'The Practical Needs of Immigrants Get Overlooked': Enter Welcome Technologies, a Fintech Platform for Recent Arrivals

Rachel Uranga

Rachel Uranga is dot.LA's Managing Editor, News. She is a former Mexico-based market correspondent at Reuters and has worked for several Southern California news outlets, including the Los Angeles Business Journal and the Los Angeles Daily News. She has covered everything from IPOs to immigration. Uranga is a graduate of the Columbia School of Journalism and California State University Northridge. A Los Angeles native, she lives with her husband, son and their felines.

'The Practical Needs of Immigrants Get Overlooked': Enter Welcome Technologies, a Fintech Platform for Recent Arrivals

Amir Hemmatwants his startup to be a touchstone for America's newly arrived immigrants. Earlier this month, help arrived.

Welcome Technologies, a service started by Hemmat and partner Raul Lomeli-Azoubel a decade ago, raised $8 million in a Series A round led by CrossCut Ventures.


The funds will help Welcome founders - both the children of immigrants - build out a full suite of financial services intended for an audience that is often ignored by large scale banking institutions and prey for payday loans. The financial industry, Hemmat said, has often tacked on higher prices and fees toward those that are unbanked or without a credit history because they don't have data.

"It's used as an excuse to charge this consumer more," Hemmat said. "Our job is to bring this consumer out of the shadow and give them a voice at the table."

The financial services Welcome provides will be priced lower than many of their competitors, he said.

Welcome, better known to users as Saber Es Poder or Knowledge is Power, has largely targeted newly arrived Latino immigrants who are trying to figure out where to open a bank or how the education system works. This new push will help the company expand their services even further.

And the industry has plenty of room for players.

The last available FDIC study estimates that 8.4 million households are unbanked. Those rates are highest among black, Latino and low-income households with 17% of African American and 14% of Latino households without banks, according to the 2017 study.

Customers that sign up for the service now can ask basic questions - about everything from utility bills to banks - and Welcome provides information often directing them to healthcare, micro-loans and educational services. Most of the info is is automated, but not all. The company generates revenue from partnerships with companies like GoodRX and Western Dental that benefit from new clients.

"The practical needs of immigrants get overlooked, that's the gap that we are trying to go for," Hemmatt said.

Hemmat, who previously ran a company that placed sponsored informational packets in consulates and other locations, said he was often bombarded by questions from immigrants. That inspired him to look to technology for answers.

The platform has attracted two million users, but he said he has access to nine million through offline channels as well. His goal is reach 50 million immigrants in the United States.

Because so many of the customers are immigrants, he said the company has paid special attention to protecting their data - including finding ways to make individuals less identifiable and disconnecting data to users.

Given the fear in the undocumented immigrant community around sharing private data that could later be used against them or cause them to be deported, he said they have looked at how to manage this information and have tapped high-ranking officials formerly in the Department of Homeland Security.

"It's an active and ongoing effort to make sure we are protecting our user base," he said. "That's the DNA of this company."

Welcome has attracted an impressive roster of tech stars - including Joe Munoz, the technical founder of Tinder who serves as the company's chief technical officer and Christopher Gulczynski, Tinder's former CCO. Last year, it also brought along with Rene Garcia, the former financial vice president at USAA, a financial services group for veterans that the company hopes to emulate.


# [Task statement]
Exactness is required. Restate every entry as written.

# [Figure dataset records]
[Start of section]

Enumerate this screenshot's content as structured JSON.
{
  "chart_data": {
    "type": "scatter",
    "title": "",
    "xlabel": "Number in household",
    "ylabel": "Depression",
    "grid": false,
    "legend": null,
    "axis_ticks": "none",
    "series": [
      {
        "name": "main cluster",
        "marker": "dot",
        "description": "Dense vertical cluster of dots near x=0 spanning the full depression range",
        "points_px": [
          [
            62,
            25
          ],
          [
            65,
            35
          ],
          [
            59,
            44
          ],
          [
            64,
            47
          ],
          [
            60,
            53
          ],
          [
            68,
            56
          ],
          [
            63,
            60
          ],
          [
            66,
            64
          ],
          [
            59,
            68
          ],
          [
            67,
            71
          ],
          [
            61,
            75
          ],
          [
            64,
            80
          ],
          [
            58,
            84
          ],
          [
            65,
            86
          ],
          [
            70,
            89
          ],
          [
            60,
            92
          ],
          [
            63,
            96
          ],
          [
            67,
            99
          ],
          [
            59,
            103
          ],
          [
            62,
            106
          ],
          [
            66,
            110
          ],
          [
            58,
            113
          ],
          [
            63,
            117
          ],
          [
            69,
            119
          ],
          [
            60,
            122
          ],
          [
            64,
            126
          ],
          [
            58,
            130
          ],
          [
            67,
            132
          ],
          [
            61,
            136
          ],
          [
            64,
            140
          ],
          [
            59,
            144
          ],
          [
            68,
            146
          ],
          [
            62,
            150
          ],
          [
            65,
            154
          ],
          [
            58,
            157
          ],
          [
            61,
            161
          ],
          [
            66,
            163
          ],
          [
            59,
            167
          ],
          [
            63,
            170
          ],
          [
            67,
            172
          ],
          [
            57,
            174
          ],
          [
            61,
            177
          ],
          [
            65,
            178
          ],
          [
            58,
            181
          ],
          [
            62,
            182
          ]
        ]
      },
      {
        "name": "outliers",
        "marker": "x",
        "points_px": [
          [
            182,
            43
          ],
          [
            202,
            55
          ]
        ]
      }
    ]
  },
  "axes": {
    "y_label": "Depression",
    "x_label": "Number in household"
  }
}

[End of section]

# [Exercise response]
Enumerate this screenshot's content as structured JSON.
{
  "chart_data": {
    "type": "scatter",
    "title": "",
    "xlabel": "Number in household",
    "ylabel": "Depression",
    "grid": false,
    "legend": null,
    "axis_ticks": "none",
    "series": [
      {
        "name": "main cluster",
        "marker": "dot",
        "description": "Dense vertical cluster of dots near x=0 spanning the full depression range",
        "points_px": [
          [
            62,
            25
          ],
          [
            65,
            35
          ],
          [
            59,
            44
          ],
          [
            64,
            47
          ],
          [
            60,
            53
          ],
          [
            68,
            56
          ],
          [
            63,
            60
          ],
          [
            66,
            64
          ],
          [
            59,
            68
          ],
          [
            67,
            71
          ],
          [
            61,
            75
          ],
          [
            64,
            80
          ],
          [
            58,
            84
          ],
          [
            65,
            86
          ],
          [
            70,
            89
          ],
          [
            60,
            92
          ],
          [
            63,
            96
          ],
          [
            67,
            99
          ],
          [
            59,
            103
          ],
          [
            62,
            106
          ],
          [
            66,
            110
          ],
          [
            58,
            113
          ],
          [
            63,
            117
          ],
          [
            69,
            119
          ],
          [
            60,
            122
          ],
          [
            64,
            126
          ],
          [
            58,
            130
          ],
          [
            67,
            132
          ],
          [
            61,
            136
          ],
          [
            64,
            140
          ],
          [
            59,
            144
          ],
          [
            68,
            146
          ],
          [
            62,
            150
          ],
          [
            65,
            154
          ],
          [
            58,
            157
          ],
          [
            61,
            161
          ],
          [
            66,
            163
          ],
          [
            59,
            167
          ],
          [
            63,
            170
          ],
          [
            67,
            172
          ],
          [
            57,
            174
          ],
          [
            61,
            177
          ],
          [
            65,
            178
          ],
          [
            58,
            181
          ],
          [
            62,
            182
          ]
        ]
      },
      {
        "name": "outliers",
        "marker": "x",
        "points_px": [
          [
            182,
            43
          ],
          [
            202,
            55
          ]
        ]
      }
    ]
  },
  "axes": {
    "y_label": "Depression",
    "x_label": "Number in household"
  }
}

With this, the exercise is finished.